At the same time, pride might prevent me from publishing anything at all: if it isn’t sufficiently beautiful or profound or entertaining enough to adequately reflect my potential, my self, then perhaps it’s better not put it out in the first place. And I happened to pick an example in figure 1 of someone who has leveraged pride toward material and conventional success. Pride might equally keep him unemployed, in avoidance of work that is “beneath” him. It could engender violence when somebody challenges him at a bar. It could keep him in a bad situation for too long as he refuses to admit defeat.
The downsides of pride are spiritual. The prospect that there may be no good greater than our own fulfillment is enough to leave anyone swaying above the abyss in terror. In being too proud, we risk trampling over the moral barriers which would restrain us and keep us human. It is through pride that we might elevate and prioritize our own wishes in lexical order, and so upset the harmony that we desire. The too proud can never be at peace. Seyyed Hossein Nassr can describe this danger more eloquently than I can:
Such a man envisages life as a big marketplace in which he is free to roam around and choose objects at will. Having lost the sense of the sacred, he is drowned in transience and impermanence and becomes a slave of his own lower nature, surrender to which he considers to be freedom.

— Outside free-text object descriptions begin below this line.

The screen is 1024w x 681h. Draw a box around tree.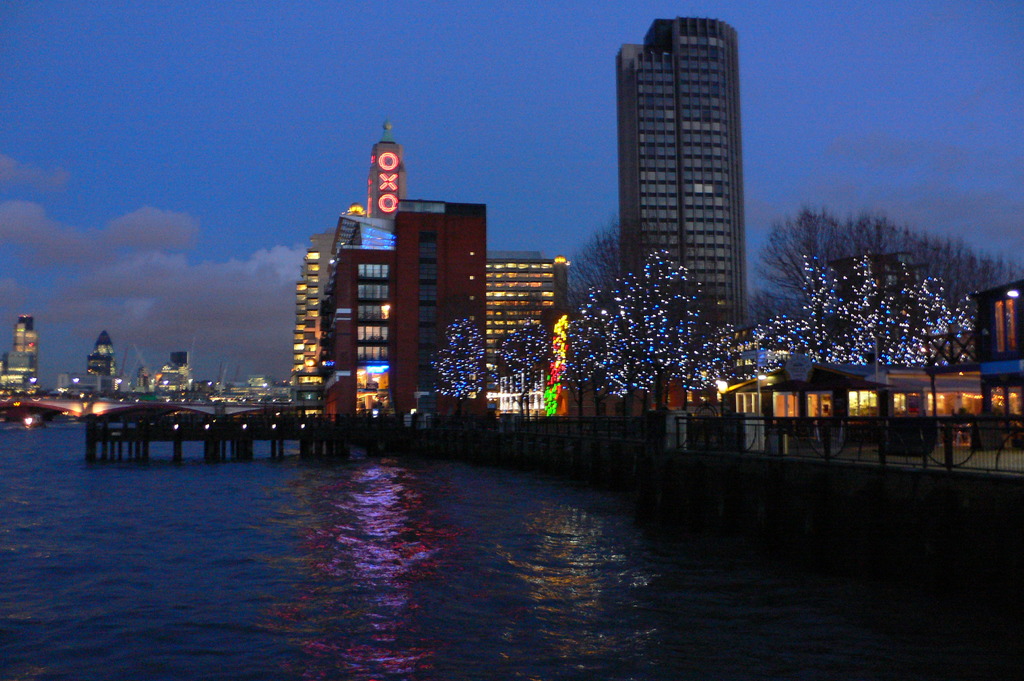
select_region(499, 319, 556, 420).
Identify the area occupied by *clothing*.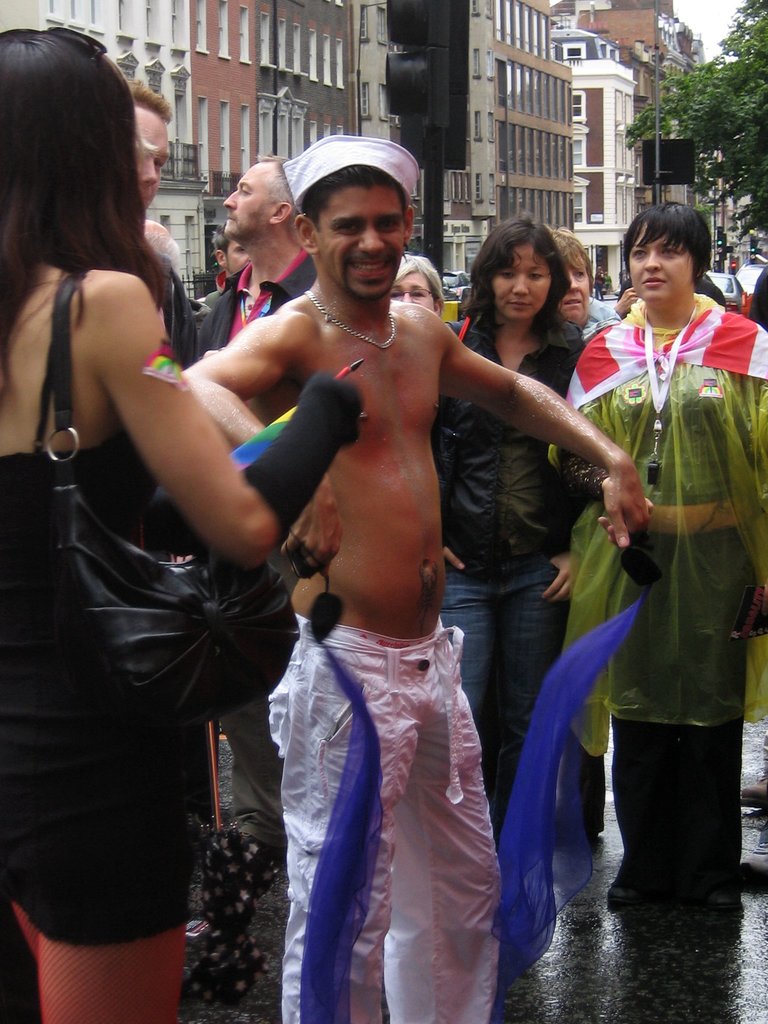
Area: x1=435, y1=293, x2=594, y2=572.
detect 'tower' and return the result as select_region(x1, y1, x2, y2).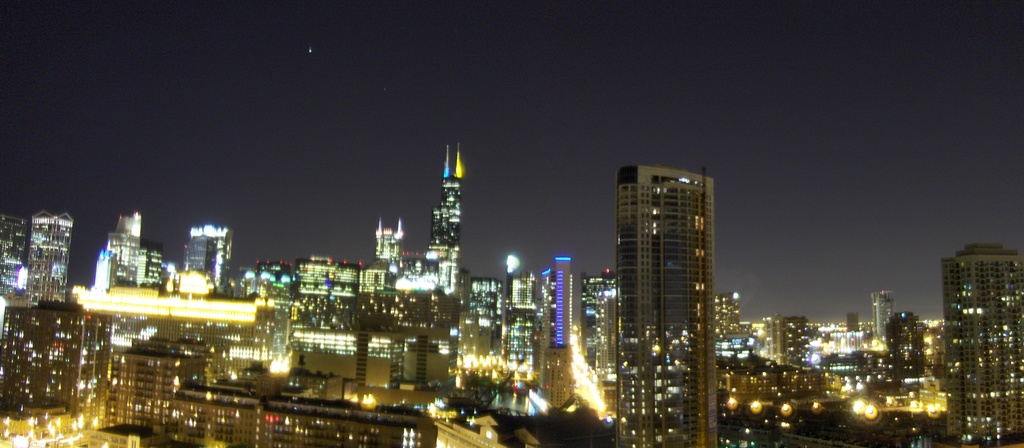
select_region(440, 144, 463, 235).
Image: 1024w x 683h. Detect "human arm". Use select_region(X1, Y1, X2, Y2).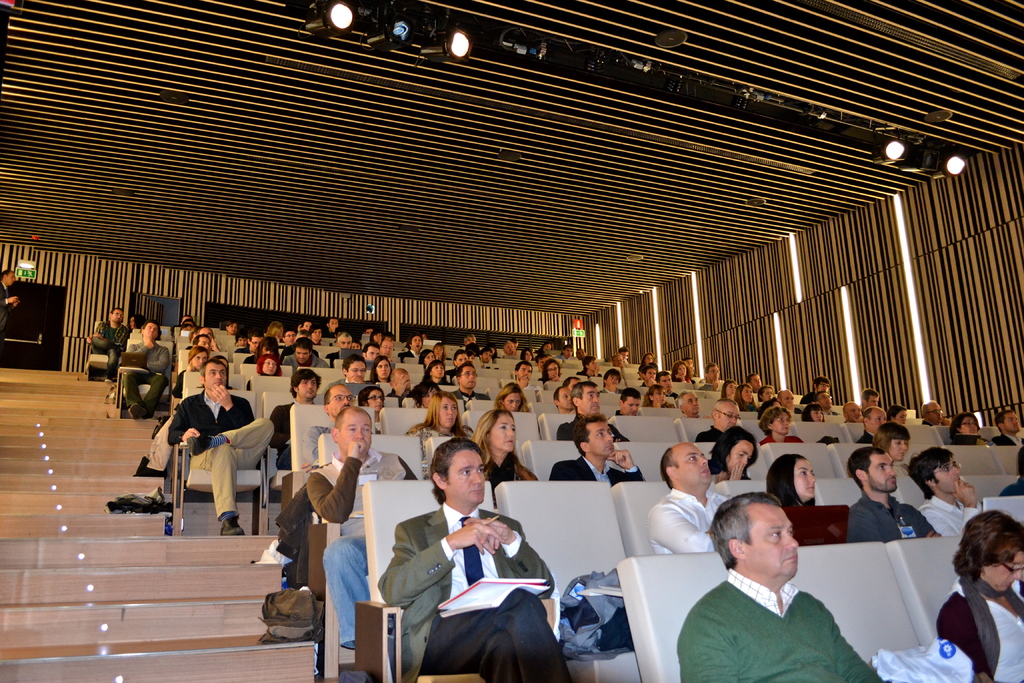
select_region(0, 287, 16, 308).
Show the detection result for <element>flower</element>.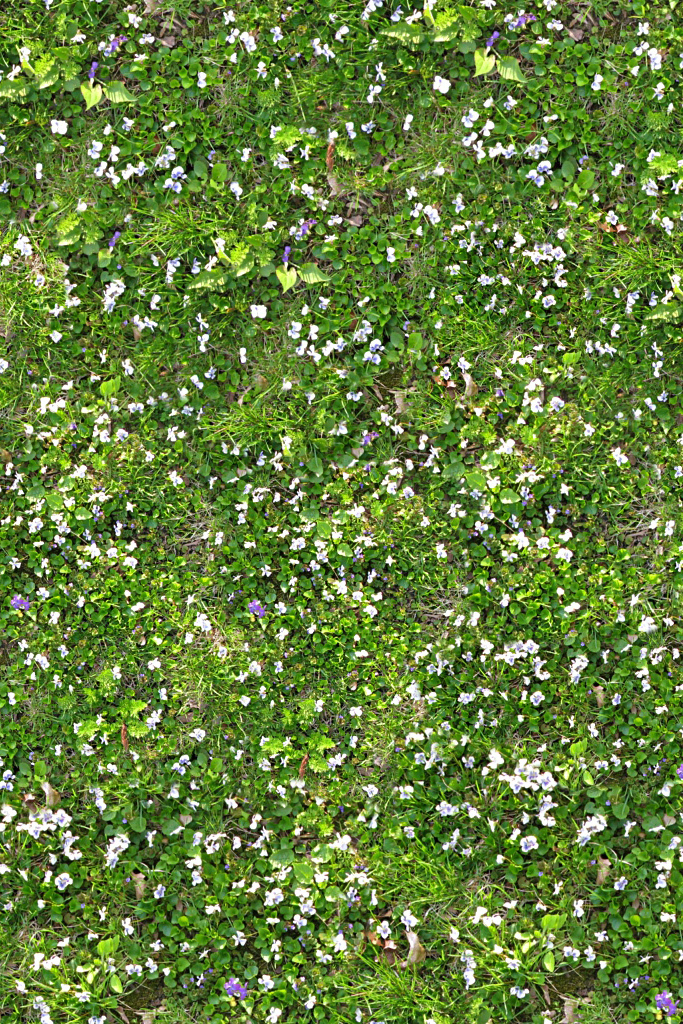
57,874,72,894.
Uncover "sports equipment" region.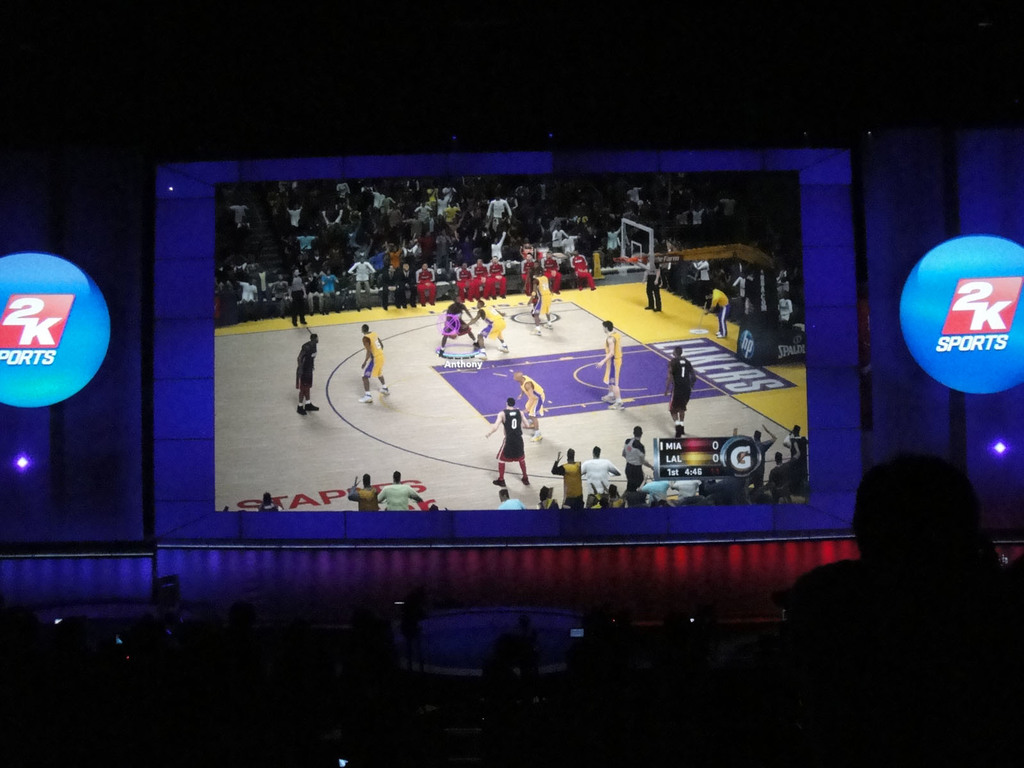
Uncovered: crop(378, 383, 388, 398).
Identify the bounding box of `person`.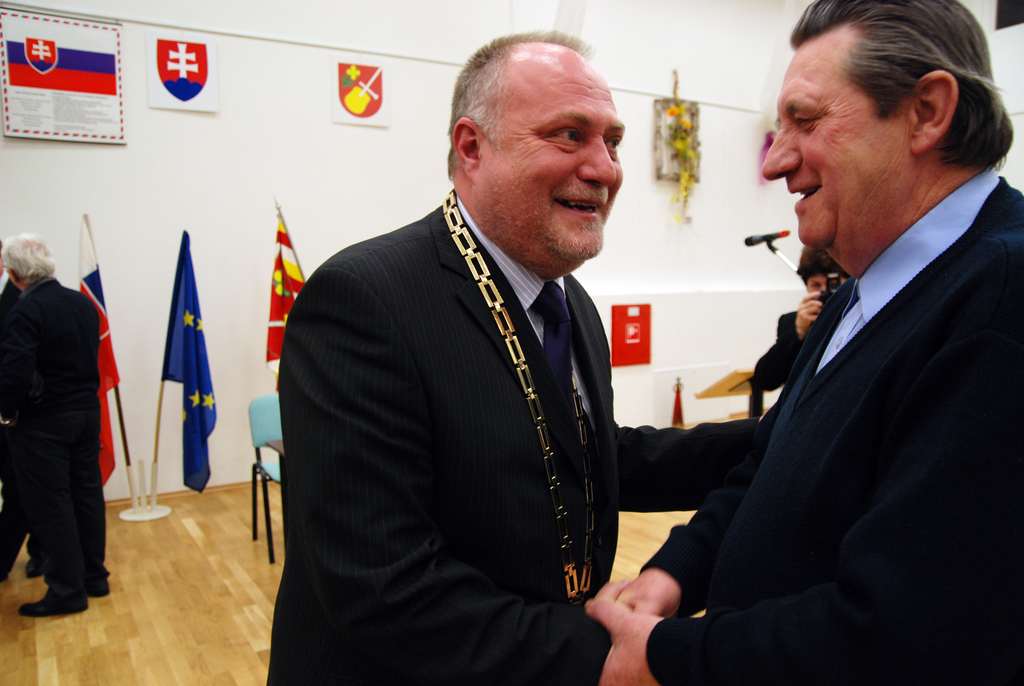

Is this the alternative to being a loser?
the real upside
The more surreptitious yet substantive and meaty upside of pride, as embodied by the Joe Rogan quote I started with, is dessert. In a world suffused with pride, reward justifies itself as morally legitimate. Just as with figure 1, achieving success, even at a mild magnitude, carries along it’s own legitimation through a paper trail of hard work. One need not interrogate the ethical value of their own glory or material possessions, as in this worldview they came about (purely?) through the efforts of their holders. Privilege may exist, but as long as we celebrate (only) that which results from striving, sacrifice, and will, we need not move on to deeper questions of worth and distributive justice.
A proper free marketeer might object, in recognizing that rewards both social and economic flow from an imbalance of supply and demand. There is no moral superiority of, say, Patrick Mahomes relative to anyone else. He merely happens to possess skills that are extraordinarily rare and also happen to be in very high demand. Certainly, he’s had to work very hard to become who he is. But even the ability, determination, and pride required to do so have no moral valence. He has merely exploited these traits effectively. And so, he is rewarded.
All of this is easy to say but hard to integrate. Are we all really living like Taylor Swift “isn’t any better” than the next person? Does everyone really believe that?